Top of EXTRACTED MATERIAL
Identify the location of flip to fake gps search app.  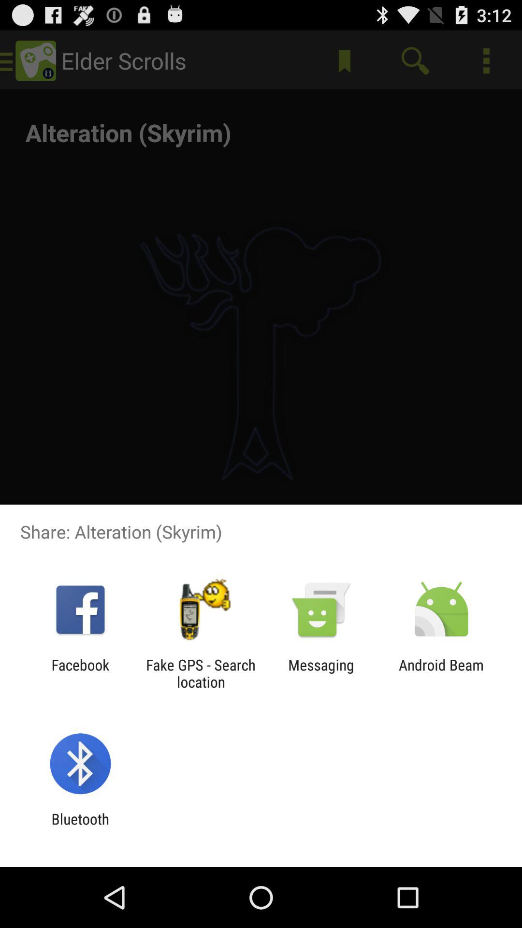
(200, 673).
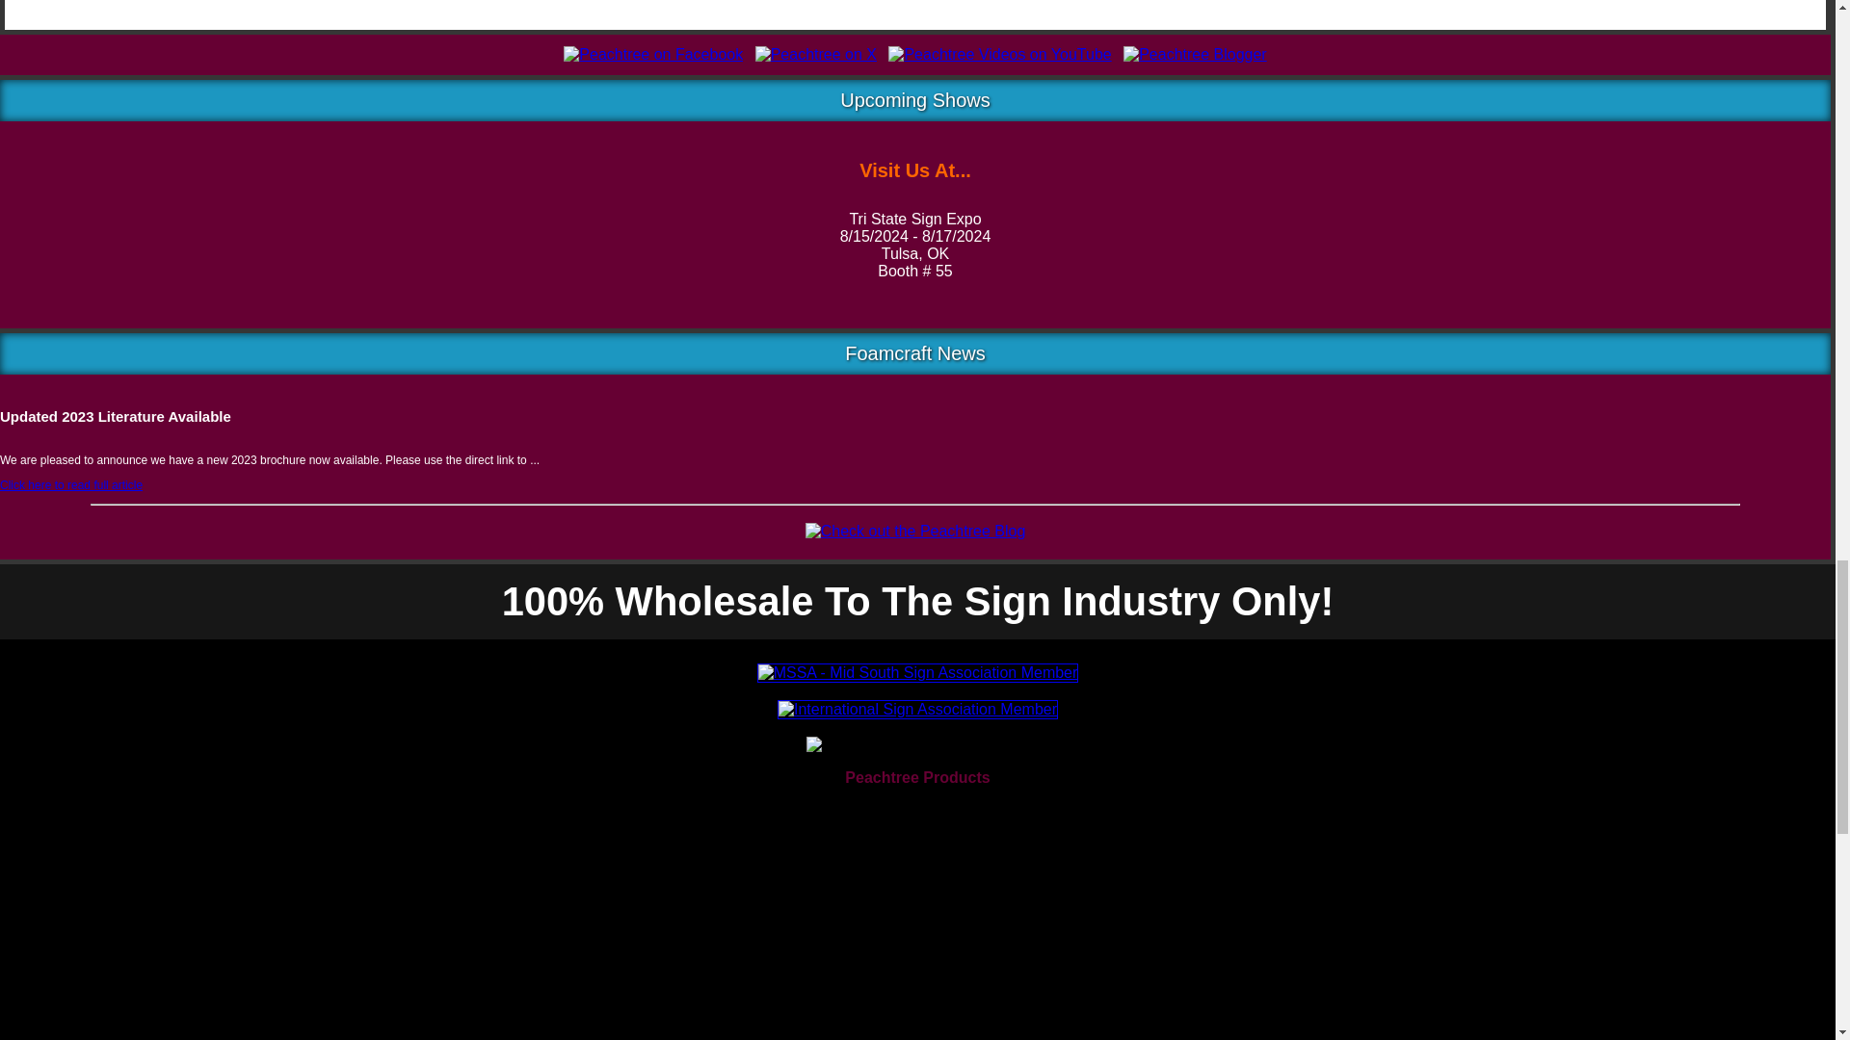 Image resolution: width=1850 pixels, height=1040 pixels. Describe the element at coordinates (84, 840) in the screenshot. I see `foam signs` at that location.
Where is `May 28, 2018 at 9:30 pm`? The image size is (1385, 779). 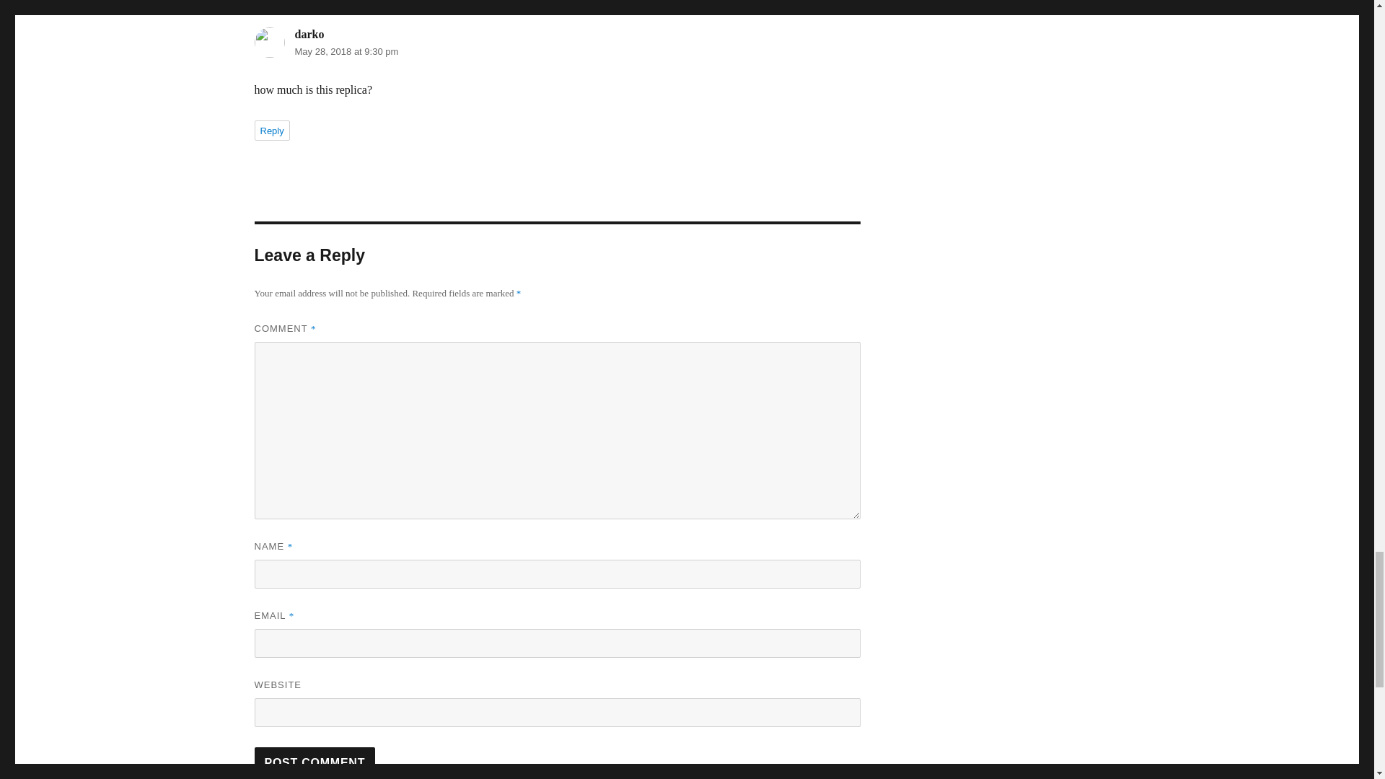
May 28, 2018 at 9:30 pm is located at coordinates (346, 51).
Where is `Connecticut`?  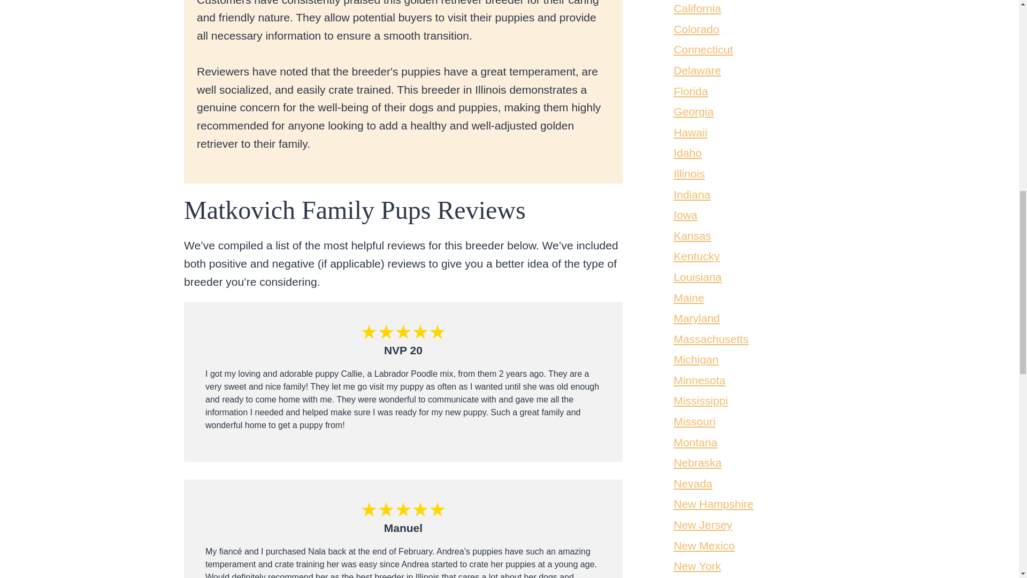
Connecticut is located at coordinates (703, 49).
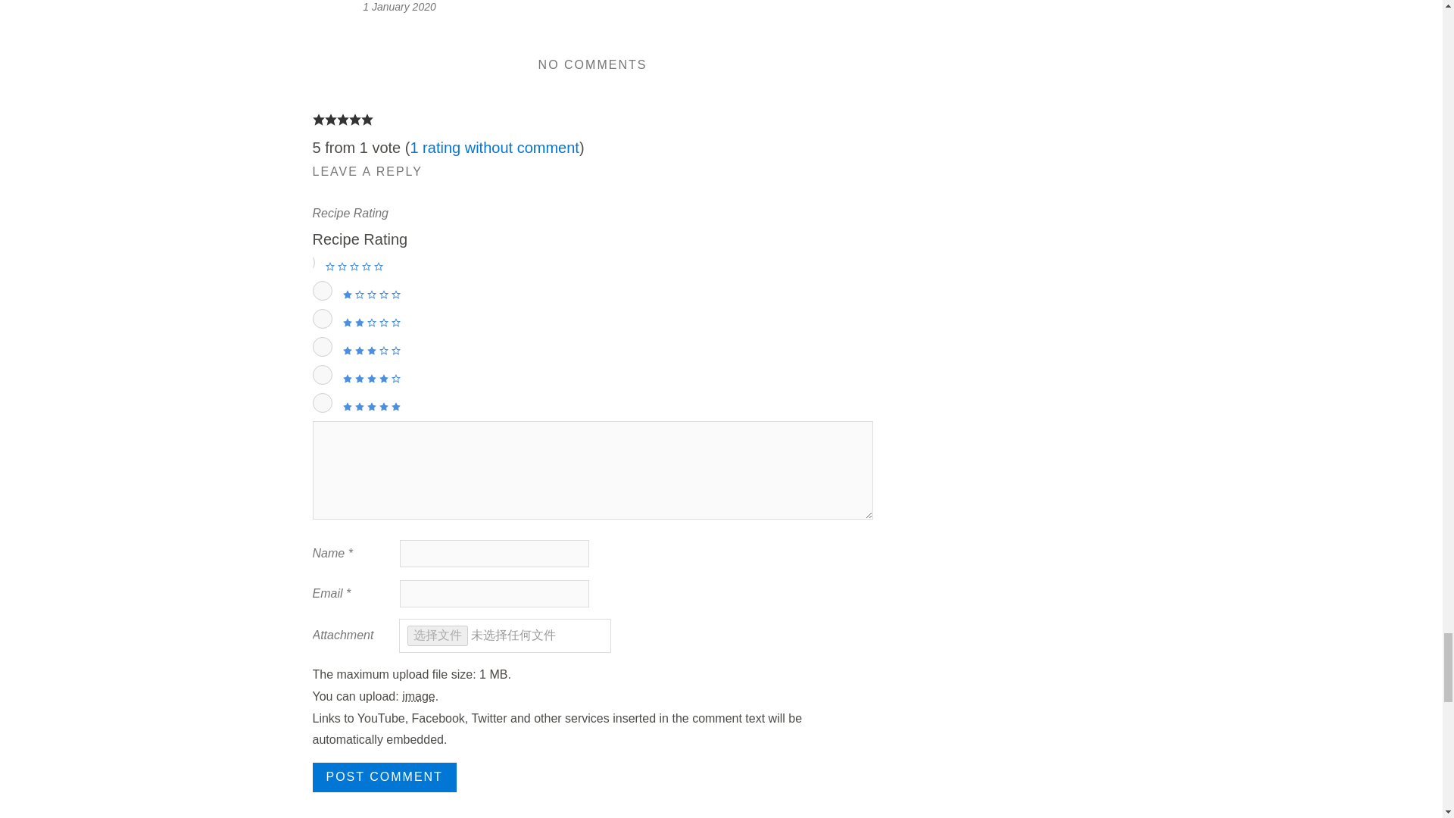 The image size is (1454, 818). What do you see at coordinates (418, 696) in the screenshot?
I see `jpg, jpeg, png` at bounding box center [418, 696].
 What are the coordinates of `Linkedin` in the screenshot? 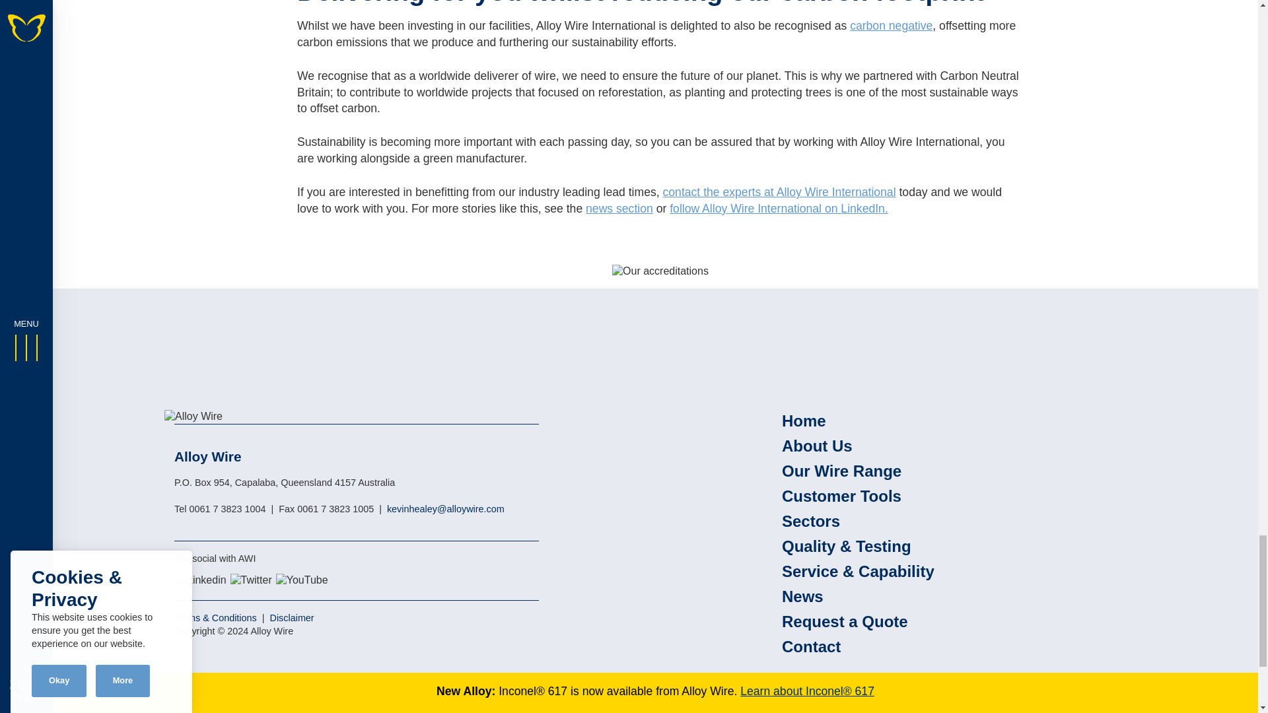 It's located at (201, 580).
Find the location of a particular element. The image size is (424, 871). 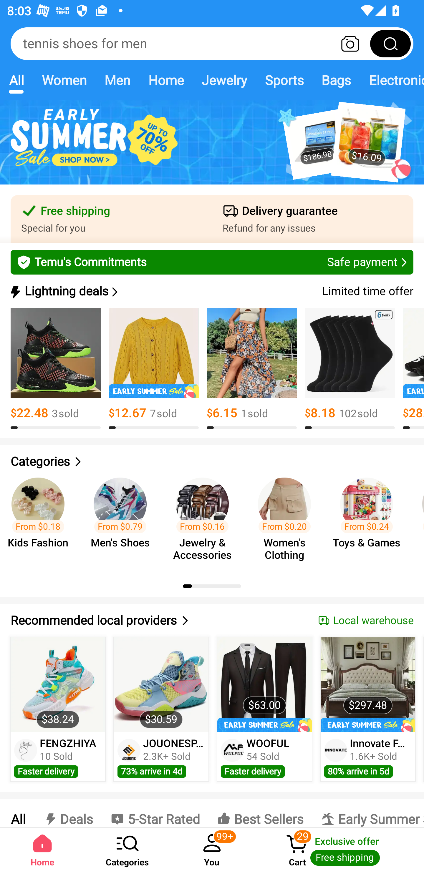

Electronics is located at coordinates (392, 80).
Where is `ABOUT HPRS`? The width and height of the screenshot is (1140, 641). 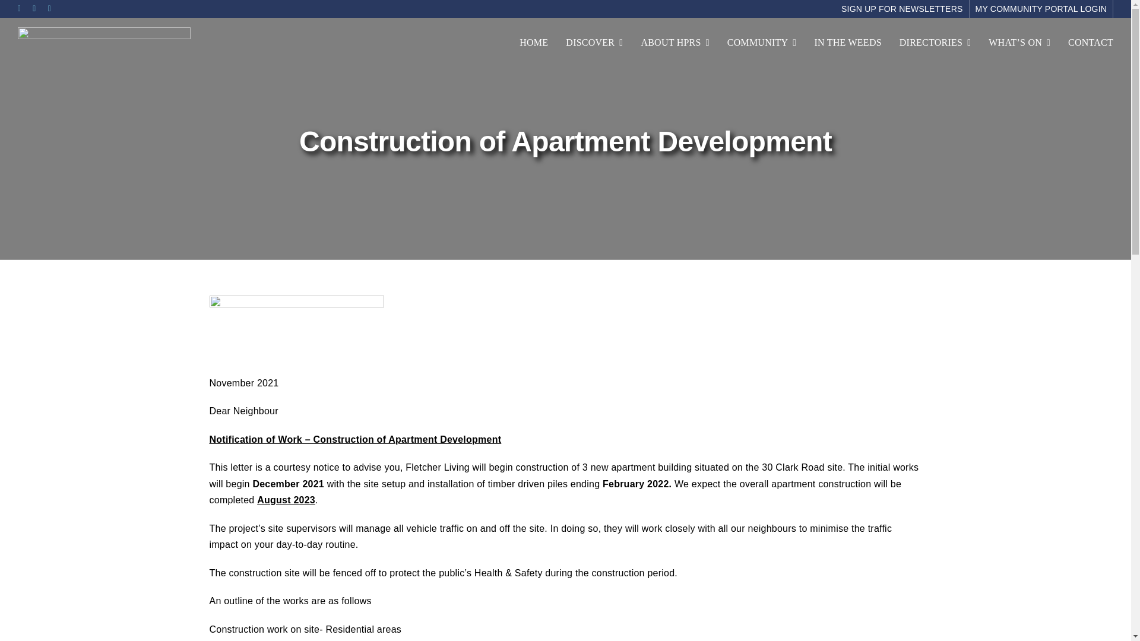
ABOUT HPRS is located at coordinates (674, 43).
Bottom of EXTRACTED MATERIAL
• [TASK GOAL]: Skip the pictures. Please copy exactly the lines from the one with "is (1140, 641)." through the final line of the material above, both ends included.

• [FINAL ANSWER]:
Where is `ABOUT HPRS`? The width and height of the screenshot is (1140, 641). 
ABOUT HPRS is located at coordinates (674, 43).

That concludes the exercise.